Protecting Our Inalienable Right to Subsidized Golf
Sometimes you wonder what is going on up on Beacon Hill. In the midst of the Senate budget debate, there was a proposal to put certain state assets like golf courses and swimming pools out for operation to private managers. As we’ve noted before, the results of doing this for skating rinks has been an across the board win — continued affordability, greater access, more capital investment, and less burden on the state budget.
But Senator Timility has other ideas:
I rise in opposition to this amendment…. I’ve played Ponkapoag for years. It’s on the farmland of Henry Pearson. When they donated the land in 1894, they said it would be open and free to the commonwealth forever. Ponkapoag pond, the minute you privatize, the minute the door is shut… A person at Ponkapoag plays $27 to play golf. Why subsidize pools and rinks? People want to use that resource, and they were promised by the people who owned that land that it would be open and free. Passing this amendment means those youth programs would be gone. (from State House News Service transcript, subscription required)
His argument has three flaws — the land was donated in 1894 and golf course wasn’t built until 1936, so the notion that we are violating some donation covenant is a reach.
Plus, he’s conflating the Ponkapoag Golf Course with the larger portion of the land grant — the course sets within the Blue Hills Reservation and Ponkapoag pond is part of it. No one is talking about the open space in this amendment.

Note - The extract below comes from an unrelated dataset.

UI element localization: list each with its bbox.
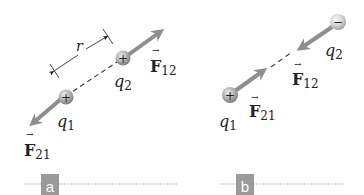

Lastly, the Senator misses the internal contradiction in his remarks. If the course was supposed to be free in perpetuity then why is there a $27 fee? It’s a real leap to make subsidized golf into a social justice issue. There’s plenty of public courses nearby, they might cost a bit more, but if we really have a $2.5 billion structural deficit, shouldn’t eliminating golf subsidies be on the table?